How AR can Serve as a Tool to Fight Stress during the COVID-19 Pandemic

By Team Digital Jalebi

The entire planet is going through stressful times, unlike any before. Being confined to ones’ home and only venturing out for a brief period to buy essential goods takes a toll on even the toughest person. People who regularly played in parks or went for long walks aren’t doing so anymore. Without a doubt, they miss the exhilaration that being outdoors and partaking in the joy physical activity brings. Now that people can’t do these things, they feel tightly wound up and need a way to release their pent up frustration.

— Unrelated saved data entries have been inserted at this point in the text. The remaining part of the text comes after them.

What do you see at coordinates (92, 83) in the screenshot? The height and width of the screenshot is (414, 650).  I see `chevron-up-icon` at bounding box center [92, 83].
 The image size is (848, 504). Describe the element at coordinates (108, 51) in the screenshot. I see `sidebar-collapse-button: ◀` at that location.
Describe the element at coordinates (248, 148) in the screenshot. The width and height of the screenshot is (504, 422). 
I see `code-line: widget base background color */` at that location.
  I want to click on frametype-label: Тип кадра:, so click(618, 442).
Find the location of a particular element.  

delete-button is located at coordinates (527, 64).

Using Technology to Fight Stress
Ask a sociologist, and they will say that one of the purposes of movies is catharsis. Watching an engrossing movie helps release pent up emotions which contributes to emotional well being. Music also serves a similar cathartic function. Songs bring emotions to the surface where they can be grappled with and understood.

Video games serve a similar purpose. While playing an action-packed video game, players become so immersed that their brain releases chemicals that are similar to those excreted during intense physical activity. Immersive games transport players into worlds with unlimited possibilities. By fighting off enemies in video games, navigating complex maps, and solving challenging puzzles, players channel their emotions and attain a catharsis.

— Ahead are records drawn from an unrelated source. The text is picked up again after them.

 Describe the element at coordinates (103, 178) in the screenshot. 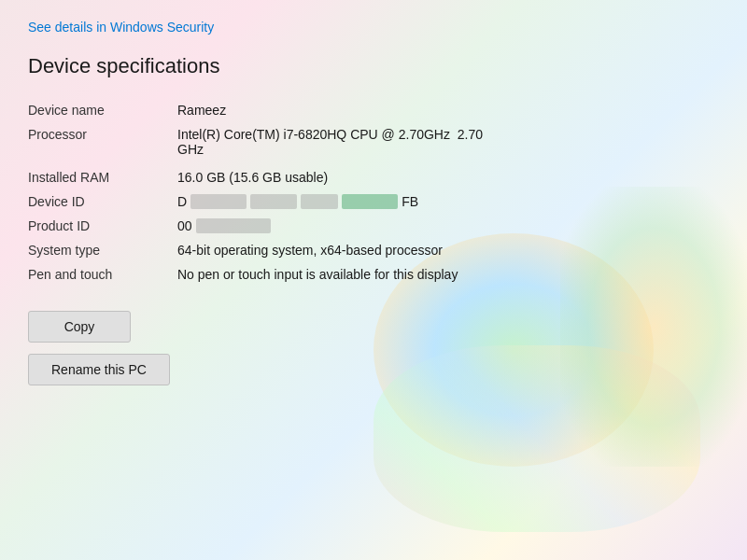

I see `spec-label: Installed RAM` at that location.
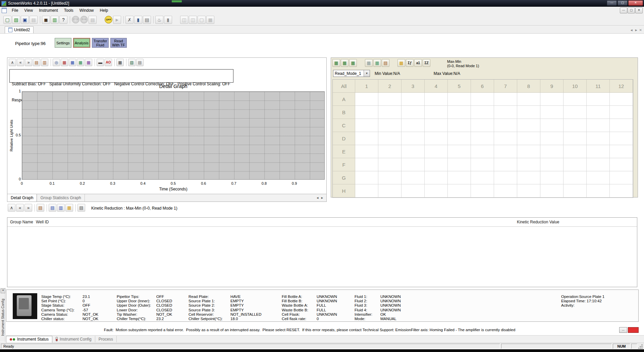  Describe the element at coordinates (575, 99) in the screenshot. I see `well-A10` at that location.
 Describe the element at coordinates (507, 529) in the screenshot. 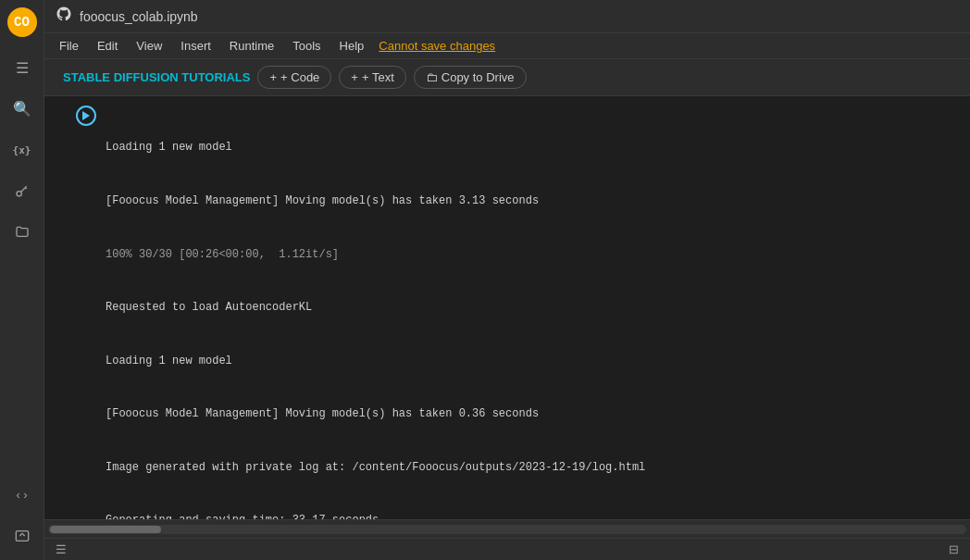

I see `horizontal-scrollbar` at that location.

The newest avatar of gaming comes in the form of Augmented Reality or AR.

AR is the Next Dimension in Gaming
Movies, music, and gaming help release pent up emotions, the result of which is a calmer mind. AR is the next level of gaming, and it can help dissipate stress and emotions better than any other medium. Today when hundreds of millions are confined to their homes, their need to blow off steam is intense. AR is a tool that helps people vent out their frustration and attain serenity.

How AR Works
AR merges computer-generated images with everyday reality. It is not a fully immersive technology; instead, it brings computer-generated images into the real world. For instance, a person wearing an AR headset while sitting in his or her living room can see digital images existing side by side with what’s already in the room. The person can interact with the digitally created images which are contextually aware of objects in the living room.

Being contextually aware they help create immersive experiences few other mediums, except perhaps Virtual Reality, can equal.

Contextually Aware Experiences
The experience of playing a game in AR is similar to performing it in the real world.  Wearing an AR headset and playing a game in the living room, a person can lock horns with virtually created characters. For instance, a player who enjoys swashbuckling can be pitted against virtually created pirates while the player is in his or her living room.

The experience is very immersive because the digital created pirates will be contextually aware of an object in the living room. Being contextually aware, they will face the same limitations as the player faces in the real world. For instance, a dining table in the middle of a living room will create a barrier for virtual pirates. When they come to attack the swashbuckling hero, they will have to find a way around the table and other objects in the living room.

Such immersive experiences, during a time of social distancing, can serve as a way of experiencing the same excitement one could have enjoyed outdoors. With an AR headset, a small apartment or living room can become as vast as the cosmos. A person wearing an AR headset can walk through substantial virtual worlds that are as fantastic as anything found in nature. He can fight with an unlimited array of characters who obey the same laws of physics the player does.

Immersion in gorgeous and engaging virtual worlds elicits emotions in people similar to those they experience when they are surrounded by beautiful scenery in the real world. As a result of being immersed in a world created by AR, people attain a deep catharsis that contributes to their well being.